A United Nations official said the cholera outbreak in Haiti could spread to 200,000 people within the next three months, and that some 2,000 people had already died: "This epidemic is moving faster. It's going to spread." [Reuters]
A Miami woman returned from Haiti with a case of cholera. The disease has afflicted thousands in Haiti, but there hasn't been here since the '90s. But stay calm. No matter what newspeople say, none of you are at risk.
Haitian Health Ministry officials today said that 917 people have died in the last three weeks from cholera, which is festering in the relief camps set up after the January earthquake. 14,600 people have been hospitalized for cholera symptoms.
Wyclef Jean's campaign for President of Haiti ended before it even began. But that's not preventing him from releasing a new six-song EP called "If I Were President: My Haitian Experience." Wyclef! You are not and never will be president!
Hurricane Tomas bears down on Haiti; residents urged to flee their tent cities for...where?
When people talk about Haiti, it's usually prefaced with something along the lines of "they just can't catch a break." Well, Haiti really can't. As of today, around 200 people have died, and thousands have been hospitalized for cholera.
At least 135 people have died in Haiti from a suspected cholera outbreak.
Wyclef's officially ending his bid for Haiti's presidency. He hadn't yet! Just now, we swear!
Still angry after his failed bid for president of Haiti, Wycef Jean hit back at Sean Penn for questioning his ability to handle the job: "maybe he ain't see me in Haiti because he was too busy sniffing cocaine."
New Jersey guy Wyclef Jean is still whining about being disqualified from a presidential election in a country that he doesn't live in. So he wrote a song! In it, he says the electoral council should be thrown in prison.
On Friday, Haiti's electoral committee disqualified New Jersey resident Wyclef Jean from running for president, and he issued a statement saying, "I respectfully accept the committee's final decision." That respect was short-lived, because he's now going to appeal the ruling.
New Jersey resident Wyclef Jean was rejected late yesterday by Haiti's electoral council in his bid to become president of Haiti. Though Jean is bowing out with "a heavy heart," now he can focus on spending his charity's money.
Wyclef's still insisting that he will be cleared to run for president of Haiti. Sure.
Reuters says Wyclef Jean isn't on the list of government-approved candidates for Haiti's November presidential election, which will be finalized tomorrow. Currently, Haitians only have a measly 34 candidates to choose from. Bet none of them have rented a lion!
Wyclef is still waiting for Haiti's electoral commission to rule on whether he can legally run for president there. In the meantime, he now says he's in hiding, thanks to death threats. Where is his lion when he needs it?
Wyclef's campaign for the presidency of Haiti has brought predictable scrutiny on his time at the head of Yele Haiti—the badly mismanaged charity whose problems have been cataloged here before.
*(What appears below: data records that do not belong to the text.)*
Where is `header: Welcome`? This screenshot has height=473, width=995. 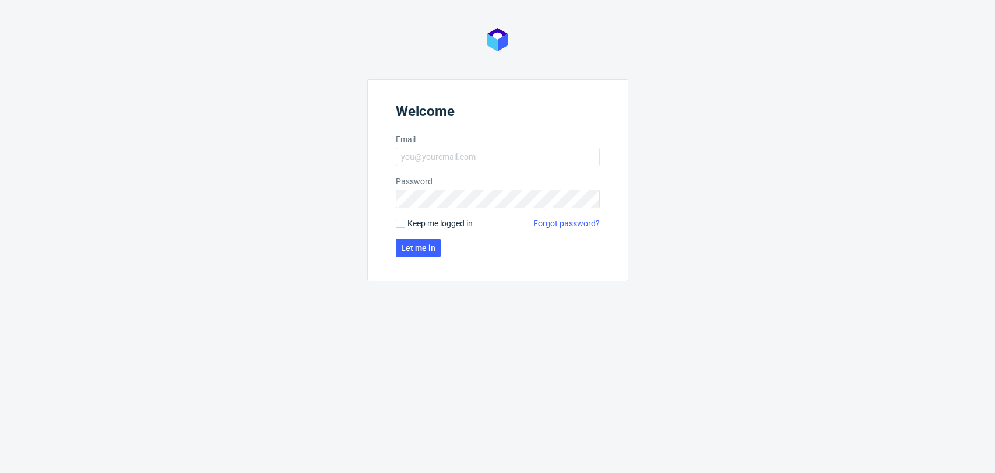
header: Welcome is located at coordinates (498, 114).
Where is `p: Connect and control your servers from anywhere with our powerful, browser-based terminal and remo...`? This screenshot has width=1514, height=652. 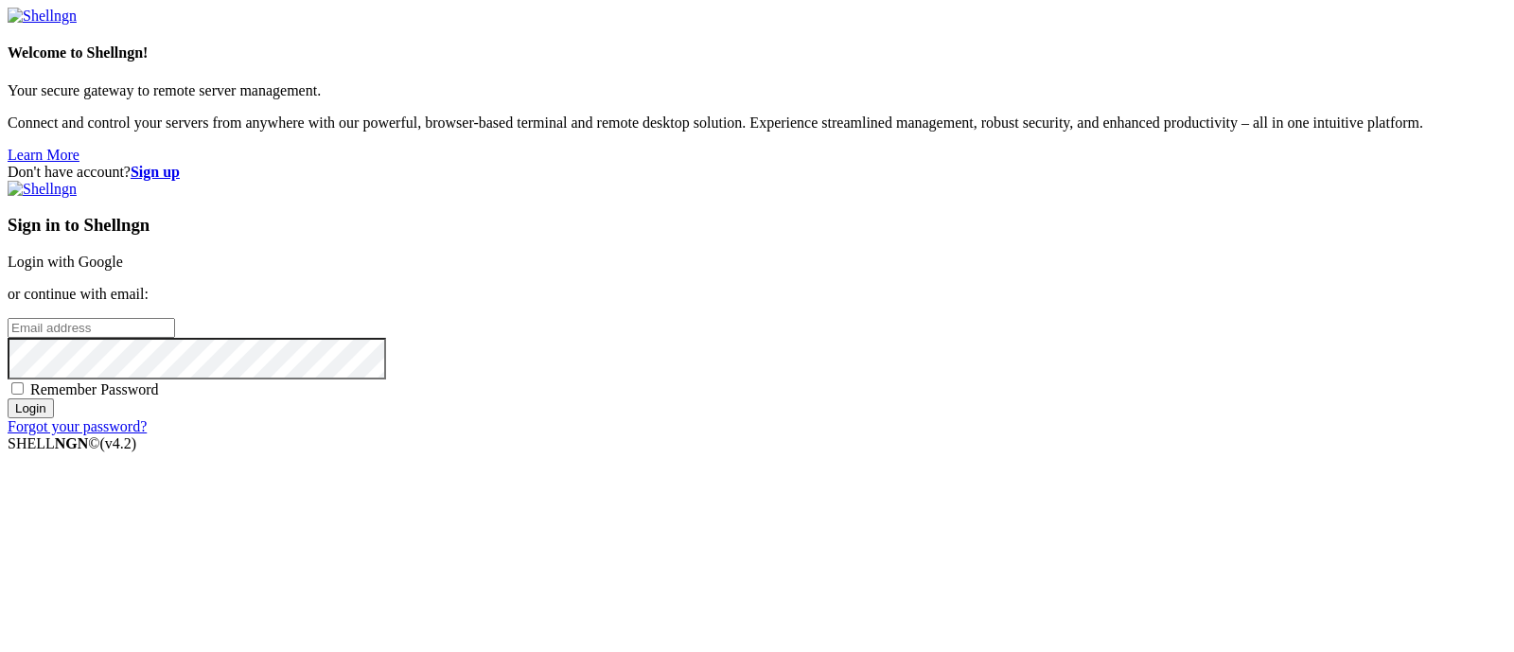 p: Connect and control your servers from anywhere with our powerful, browser-based terminal and remo... is located at coordinates (757, 123).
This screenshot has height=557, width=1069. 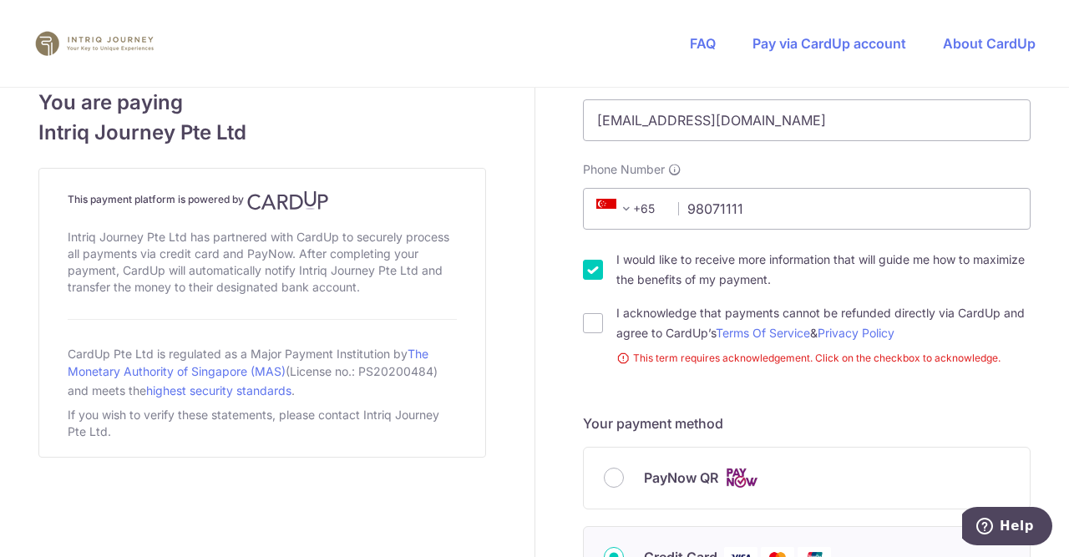 What do you see at coordinates (681, 478) in the screenshot?
I see `span: PayNow QR` at bounding box center [681, 478].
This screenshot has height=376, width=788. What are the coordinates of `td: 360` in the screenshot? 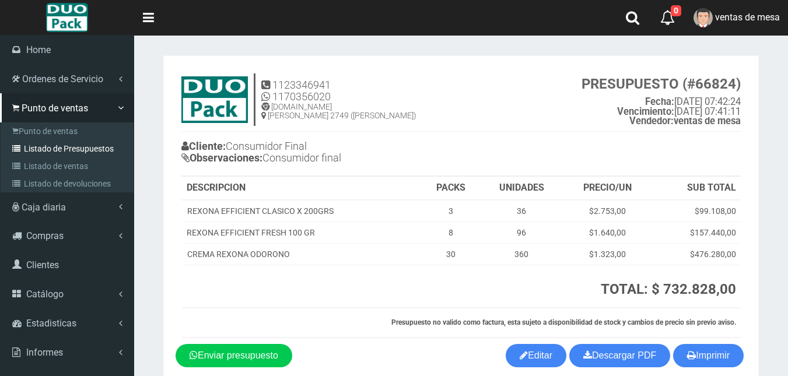 It's located at (522, 254).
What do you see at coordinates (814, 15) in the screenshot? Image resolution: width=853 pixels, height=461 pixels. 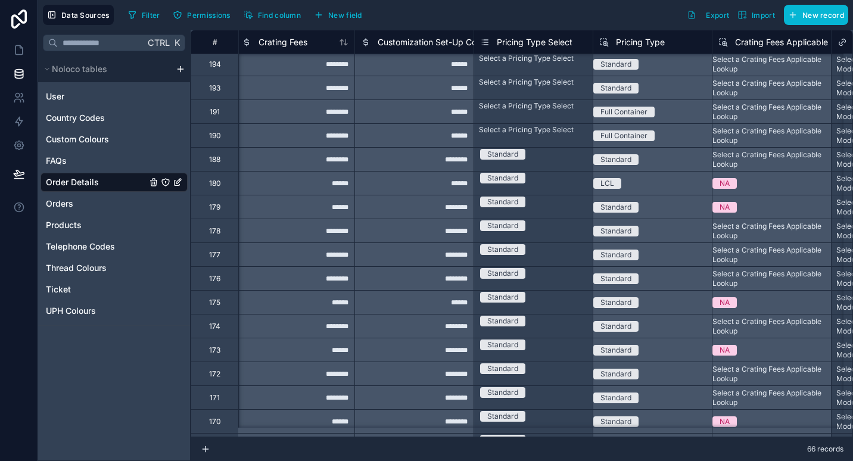 I see `a: New record` at bounding box center [814, 15].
But there's more—he rented a lion! For charity?
Tonight, Comedy Central aired its roast of David Hasselhoff. And while roasts are known for offensive humor, Lisa Lampanelli may have gone a bit far, with jokes about the holocaust, blacks, Roger Ebert's cancer, Haiti, the oil spill, and more.
Almost 200 years ago, Haiti (Saint-Dominigue) had to pay the equivalent of nearly €17 billion to France for an "independence debt" because of the money France lost after the slave revolt. Some people want France to pay it back.